THE WORLD FROM WASHINGTON. Bosnia Burns, Congress Waits

Clinton team blames Europe for not acting, and Congress has gone along with the argument

MAKE no mistake about it - Bosnia is not the talk of Capitol Hill. It's not that the level of members' preoccupation with the House-Senate budget negotiations is unjustified. But members of Congress are amply capable of spinning several plates at once, and Bosnia just isn't one of them, even as its capital, Sarajevo, careens toward collapse at the hand of Serb aggressors.

Should Congress be exerting more pressure on the administration to do more to help a people so profoundly unfortunate?

"Perhaps, but....," sighs Sen. Richard Lugar (R) of Indiana, ranking minority member of the Senate Foreign Relations Committee. "We had a short contretemps of a sort on the Foreign Relations Committee, more privately than publicly, about a month ago, to pass a resolution, but there was not a majority sentiment, so we did not do so."

Mr. Lugar has been waylaid by a reporter on his way out of the Senate chamber, but will field as many questions on Bosnia as the reporter can serve up. Lugar is one of a handful of Washington legislators who follows every twist and turn of events on the ground in Bosnia, and of administration policy, and he appears troubled.

Last week Secretary of State Warren Christopher said the United States was doing all it could to help Bosnia in a manner "consistent with our national interest." He also blamed Europe for not being willing to lift a United Nations arms embargo against Bosnia, which has locked it into a position of being vastly outgunned. But the US will not break away from its European allies.

Lugar calls this a mistake. The US, he says, is "still trapped in the multilateralism syndrome." Ultimately, he continues, "the US will have to take leadership. The consequences for the failure to do so are likely to be severe."

He recalls President Bush's reluctance to get involved with the Iraqi Kurds until US television screens were filled with images of starvation. Before long, the US military was feeding and housing Kurds.

So in Bosnia, Lugar says, "you can say, `why the US?' Well, simply because we are the US."

Rep. Lee Hamilton (D) of Indiana, chairman of the House Foreign Affairs Committee, expresses views more in line with Clinton administration policy.

"The crisis in Bosnia is of very deep political and humanitarian interest to the United States," he said in an interview.

"But I don't think a vital US interest is at stake. What is vital is a strong alliance with the Europeans and a common approach."

Lugar agrees that acting with the Europeans is better than going it alone, but he urges one more US bid to convince them to do what the President proposed initially: offering air cover while the Bosnian Muslims arm to defend themselves and gain credibility in negotiations.

"But if they [the Europeans] prove intransigent, then we ought to act unilaterally," Lugar concludes.

That, however, hardly seems to be the administration's plan. In fact, Secretary Christopher's remarks have so discouraged hopes for a reenergized US role in Bosnia that Representative Hamilton warned that he did "not want to see the United States disengage" on Bosnia.

But President Clinton need not worry about much pressure from Capitol Hill on Bosnia.

For now, at least, members of Congress - and the Americans they represent - are not lining up at the microphones to call for action.

"It's not that people don't care," says an aide to Sen. Joseph Biden (D) of Delaware, another senator who has taken great interest in Bosnia. "It's that there are no good options."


EXERCISE INSTRUCTIONS: Copy verbatim the span of lines beginning at the line that contains "This 784×768 image" and ending with the final line of the data. Exclude pictures from the copy.

[Saved data entries]
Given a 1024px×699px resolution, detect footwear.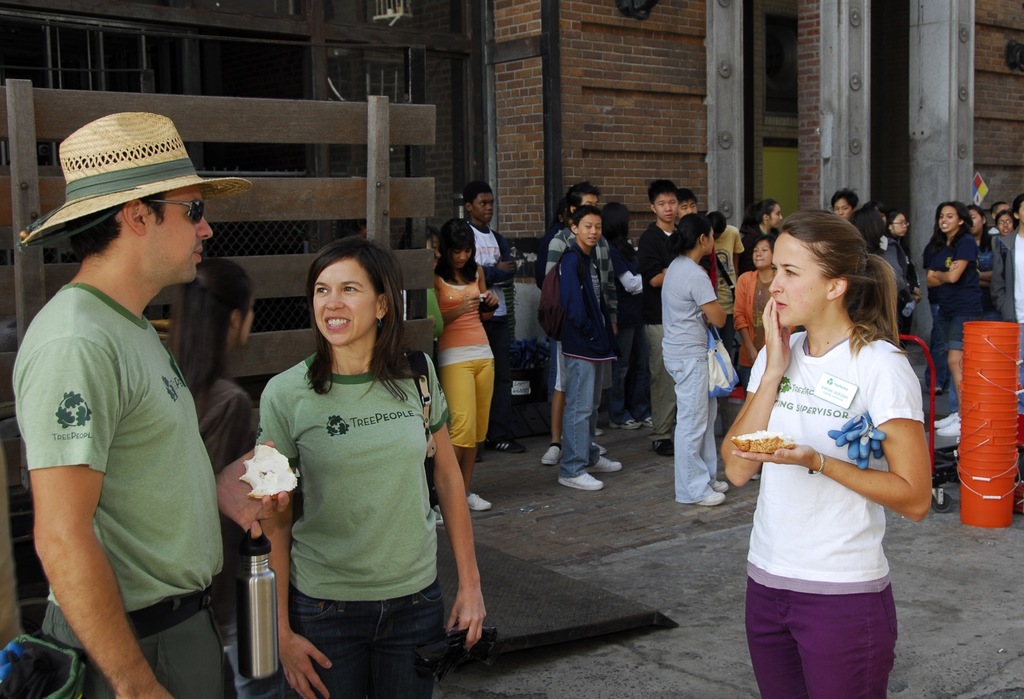
locate(925, 382, 943, 393).
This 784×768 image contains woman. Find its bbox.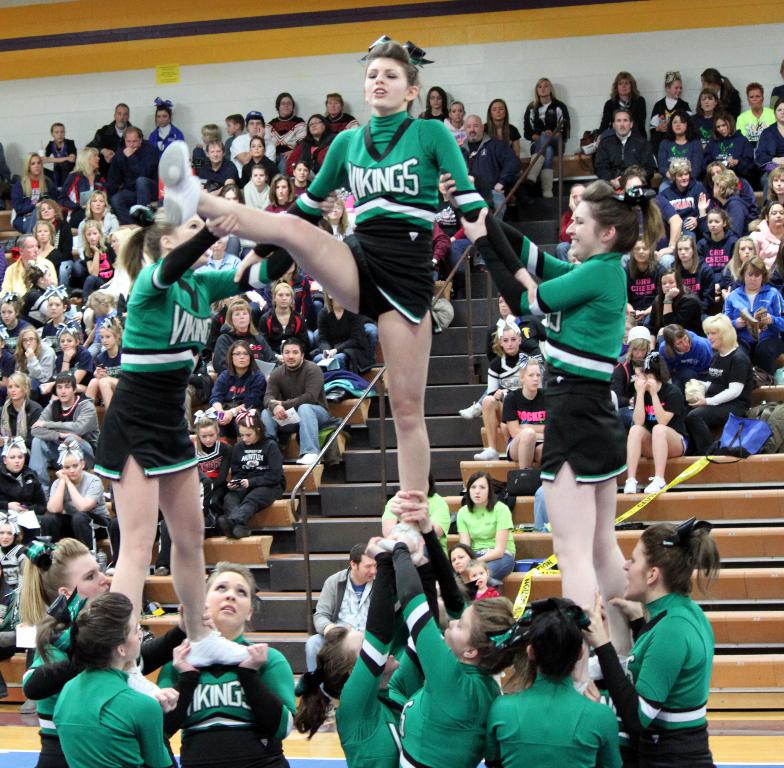
bbox(441, 178, 671, 696).
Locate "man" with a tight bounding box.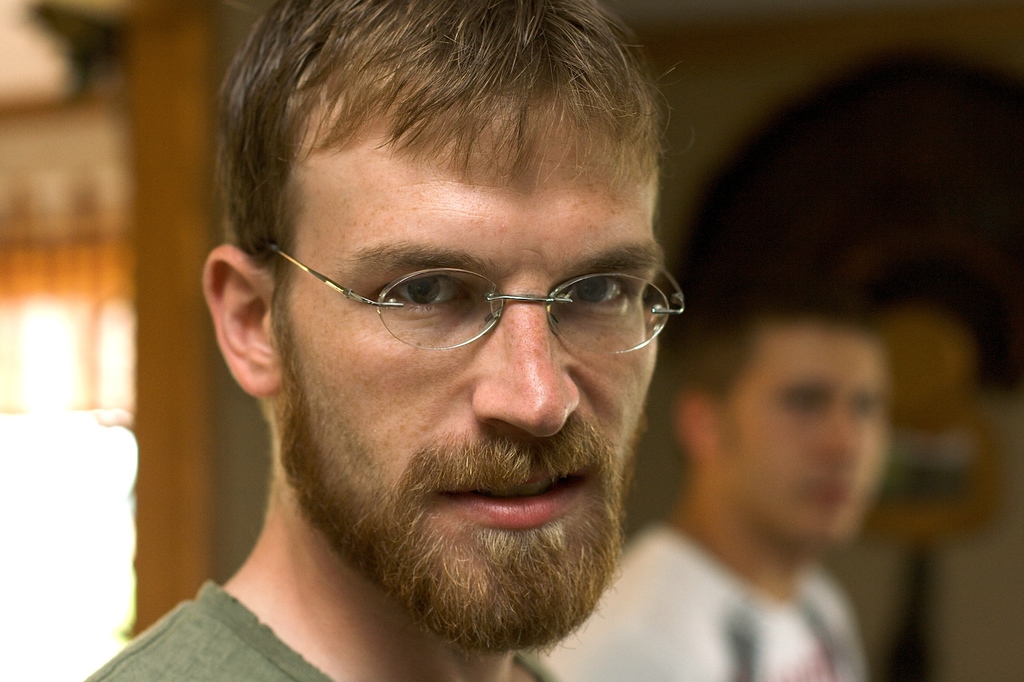
x1=544 y1=278 x2=886 y2=681.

EXERCISE OUTPUT:
This 784×768 image contains woman. Find its bbox.
bbox(441, 178, 671, 696).
Locate "man" with a tight bounding box.
x1=544 y1=278 x2=886 y2=681.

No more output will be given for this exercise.